Software company Atlassian closed its first day of trading at $27.78, up more than 32 percent from its initial public offering price of $21 this morning. That values the company at $5.78 billion, about 75 percent more than its reported $3.3 billion private valuation last year.

That's some positive news after less-than-stellar IPOs this year for vaunted startups like Box and Square. But don't take the success as a referendem on "unicorns"—tech companies valued at over $1 billion, since Atlassian isn't particularly representative of that fabled creature. The company has been profitable for more than a decade and was mostly bootstrapped, meaning it didn't depend on huge chunks of venture capital financing to grow. Which raises the question: why go public at all, and why now?

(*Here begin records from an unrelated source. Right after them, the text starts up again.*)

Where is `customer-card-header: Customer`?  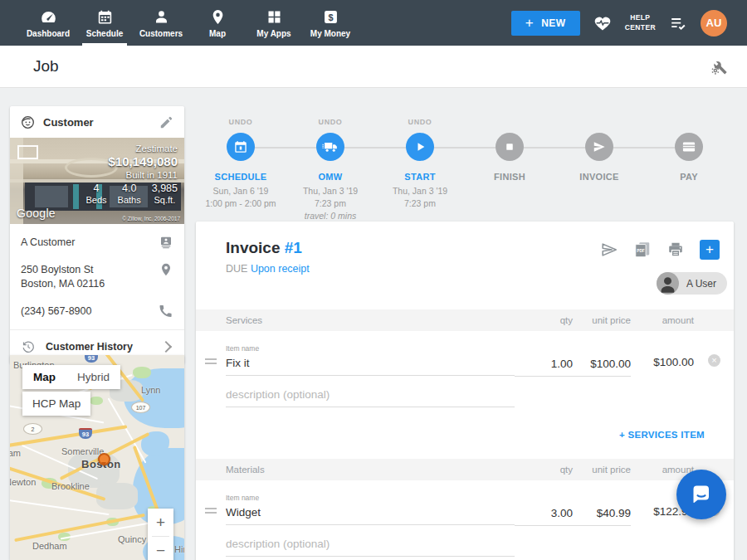 customer-card-header: Customer is located at coordinates (97, 122).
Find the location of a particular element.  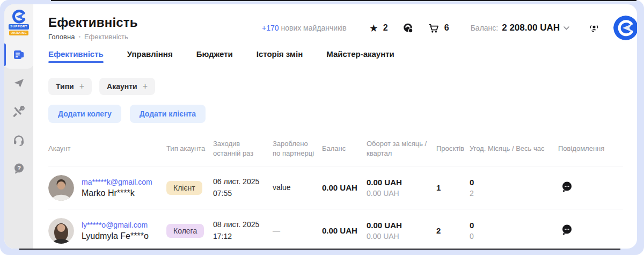

sidebar-item-tools is located at coordinates (19, 112).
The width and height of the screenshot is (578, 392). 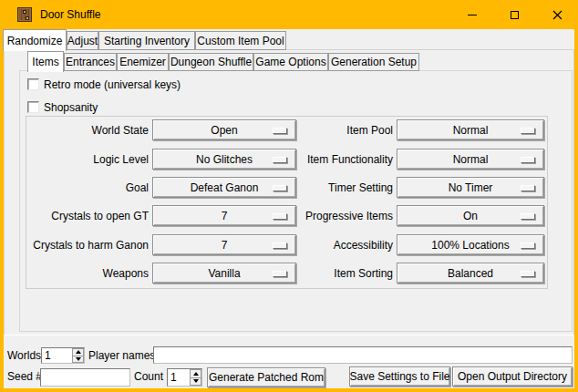 What do you see at coordinates (514, 15) in the screenshot?
I see `maximize-button` at bounding box center [514, 15].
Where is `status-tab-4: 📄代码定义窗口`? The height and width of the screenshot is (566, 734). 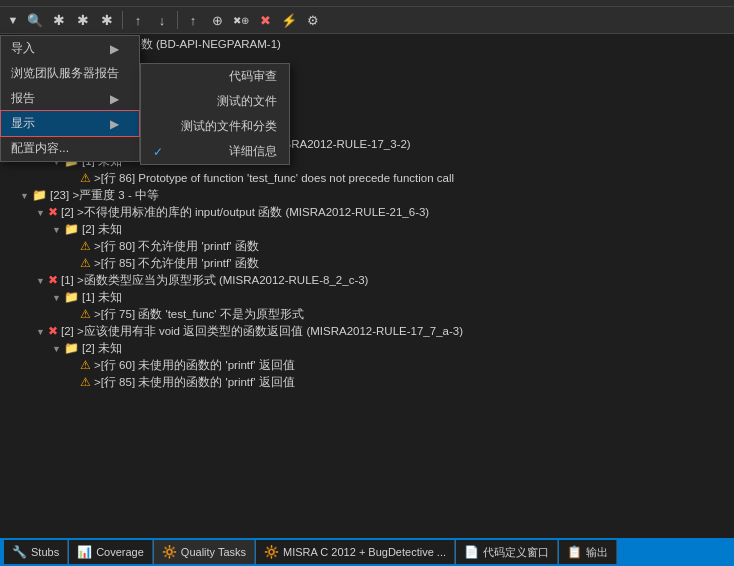 status-tab-4: 📄代码定义窗口 is located at coordinates (507, 552).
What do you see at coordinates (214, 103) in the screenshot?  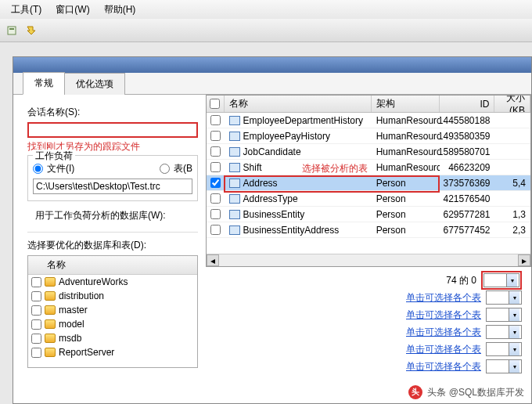 I see `grid-check-all` at bounding box center [214, 103].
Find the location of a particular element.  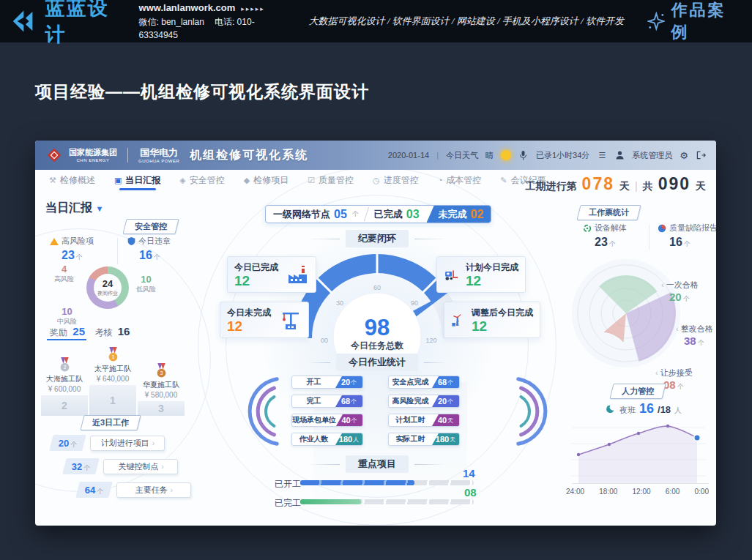

brand-group: 国家能源集团 CHN ENERGY is located at coordinates (93, 155).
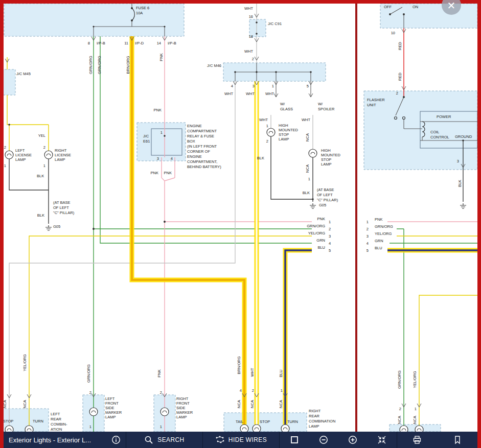 Image resolution: width=481 pixels, height=448 pixels. I want to click on component-label: J/C C91, so click(275, 23).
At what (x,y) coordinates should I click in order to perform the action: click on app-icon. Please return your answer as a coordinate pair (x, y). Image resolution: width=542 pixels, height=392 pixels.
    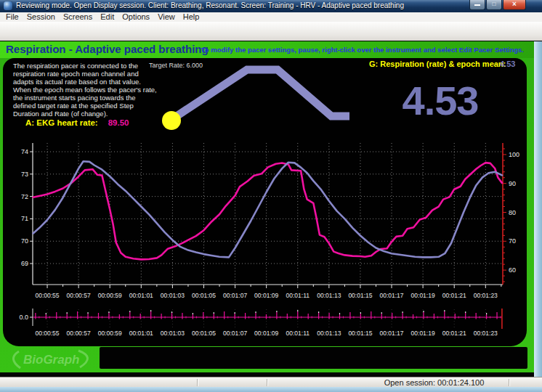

"We wanted to be a great company, and the best companies are public companies, they can invest in growth," says co-founder and co-CEO Mike Cannon-Brookes. He's vague about the reasoning for the timing but says the decision was less about the state of the market and more about Atlassian being ready, both culturally and structurally, for an IPO.

The company famously doesn't employ a sales staff, relying on online sales and a standard pricing scheme, but Cannon-Brookes says that won't change now that the company is public. "We've been very clear with investors that our model is a huge competitive advantage for us, and provides massive value for our customers," he says.

And he and co-founder and co-CEO Scott Farquhar will have quite a bit of say in the matter. They still own 37.7 percent of the company each—stakes that at today's closing price are worth more than $2 billion.